Hello, Mr. President.
Tell me, I love that house he has.
(laughs)
I love David's house. What a house. That made the biggest impression, huh?
(laughs)
Thank you, sir.
That was great.
(laughs)
I heard you have a pretty nice house too.
Yeah, I have a... We're in a nice house. We like houses.
Although it's only worth 18 million, right? Isn't that what they said?
We like... I know the judge said 18 million.
(laughs)
People said, "Palm Beach has gone down a long way."
(laughs)
(instrumental music plays)
Hello, everybody.
I'm going all in.
Let your winners ride.
Rain Man, David Sachs.
I'm going all in. And I said-
We open sourced it to the fans, and they've just gone crazy with it.
Love you, Betsy.
What's his queen of quinoa?
I'm going all in.
Thanks so much for sitting down with us, Mr. President. The All-In Pod is basically the, the four of us having conversations. It's kind of a spectrum of different views. We got sort of like a little bit of some Fox News and then some MSD&C at the same time. So-
Oh, that's okay.
(laughs)
Keeps it interesting.
Yeah, absolutely. Anyway, Chamath and I, we, we had a great time at the f- at the fundraiser that we did a couple weeks ago.
Oh.
I think it turned out-
Great time.
Turned out great. And I, I heard the Winklevoss brothers are actually announcing that they're donating a million dollars each in Bitcoin to you tomorrow. So, I think that's a, a great result to come out of it as well.

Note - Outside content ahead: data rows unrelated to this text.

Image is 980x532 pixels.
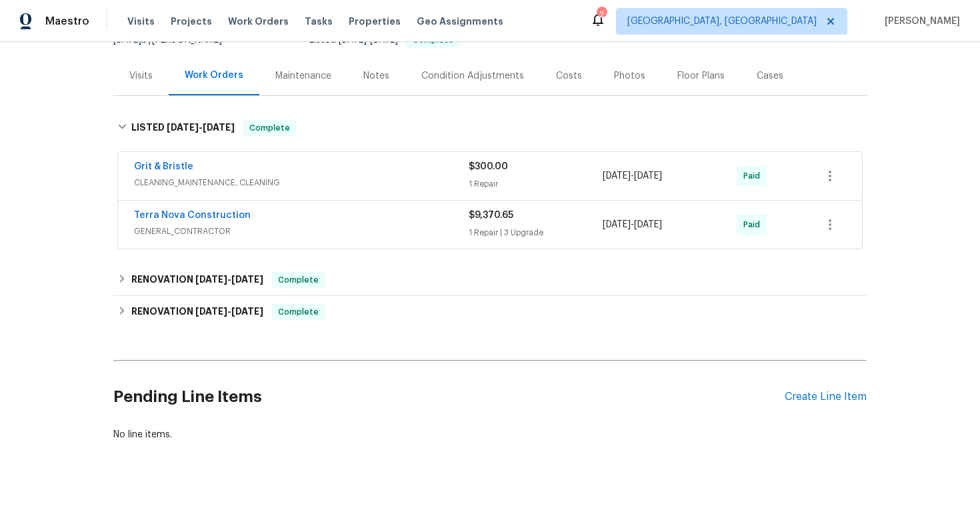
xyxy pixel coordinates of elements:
span: Geo Assignments [417,15,503,28]
span: [DATE] [196,307,227,316]
span: Projects [171,15,212,28]
span: [DATE] [196,274,227,284]
h2: Pending Line Items [114,366,785,429]
span: Complete [244,121,296,135]
div: Work Orders [185,68,244,82]
span: Maestro [45,15,90,28]
a: Grit & Bristle [134,162,193,172]
div: 1 Repair | 3 Upgrade [469,226,603,239]
span: Paid [744,169,766,183]
span: [DATE] [635,220,662,229]
a: Terra Nova Construction [134,211,250,220]
span: GENERAL_CONTRACTOR [134,224,469,238]
span: [DATE] [232,307,263,316]
span: [GEOGRAPHIC_DATA], [GEOGRAPHIC_DATA] [627,15,817,28]
span: - [196,274,263,284]
div: RENOVATION [DATE]-[DATE]Complete [114,296,867,328]
span: $9,370.65 [469,211,514,220]
span: Paid [744,218,766,232]
span: [DATE] [603,220,631,229]
span: [DATE] [232,274,263,284]
div: Visits [129,69,152,83]
span: [DATE] [167,123,199,132]
div: Cases [756,69,783,83]
span: Tasks [305,17,333,26]
h6: LISTED [131,120,235,136]
h6: RENOVATION [131,304,263,320]
div: Photos [614,69,646,83]
span: Complete [272,306,324,319]
span: [PERSON_NAME] [879,15,961,28]
span: Visits [127,15,155,28]
span: CLEANING_MAINTENANCE, CLEANING [134,176,469,189]
div: Maintenance [275,69,332,83]
span: [DATE] [339,35,367,44]
div: Condition Adjustments [421,69,525,83]
span: Listed [309,35,460,44]
div: Create Line Item [785,391,867,404]
div: LISTED [DATE]-[DATE]Complete [114,107,867,150]
span: - [196,307,263,316]
span: - [603,169,662,183]
div: Costs [556,69,582,83]
span: [DATE] [603,172,631,181]
span: [DATE] [635,172,662,181]
span: $300.00 [469,162,508,172]
span: Work Orders [228,15,289,28]
span: [DATE] [202,123,235,132]
span: Properties [349,15,401,28]
span: [DATE] [114,35,141,44]
h6: RENOVATION [131,272,263,288]
span: Complete [272,273,324,286]
div: No line items. [114,429,867,441]
div: Floor Plans [678,69,725,83]
div: RENOVATION [DATE]-[DATE]Complete [114,264,867,296]
span: [DATE] [370,35,398,44]
div: 1 Repair [469,177,603,190]
div: 2 [597,8,606,21]
span: - [603,218,662,232]
span: - [167,123,235,132]
span: - [339,35,398,44]
div: Notes [364,69,390,83]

Yeah, I got to meet them for the first time at your house, and they're terrific, terrific. They, they did well. Uh, they might have started the whole thing. I don't know.
(laughs)
I don't know. I don't know if that court case was proper, but, uh, they were very nice, both of them.
Absolutely.
Really nice guys.
You know, and I think maybe this is a good place to start in our conversation is, you know, one of the things I think we heard a lot at that dinner was just the, the difficulty that people in business were having under this Biden administration. You got the crypto guys who just want a framework. They just want the government to tell them how to operate, and they can't get that. You got no M&A happening right now in tech. The real estate guys, they can't get loans because the interest rates are through the roof, and there's a credit crunch. So, I think one of the common themes we just heard across that dinner was that it was just so hard to do business right now. And I guess maybe a good place to start would just be, you know, what, what's the number one thing or maybe the top three things that you would do to kind of get things moving again, you know, wha- if you're reelected?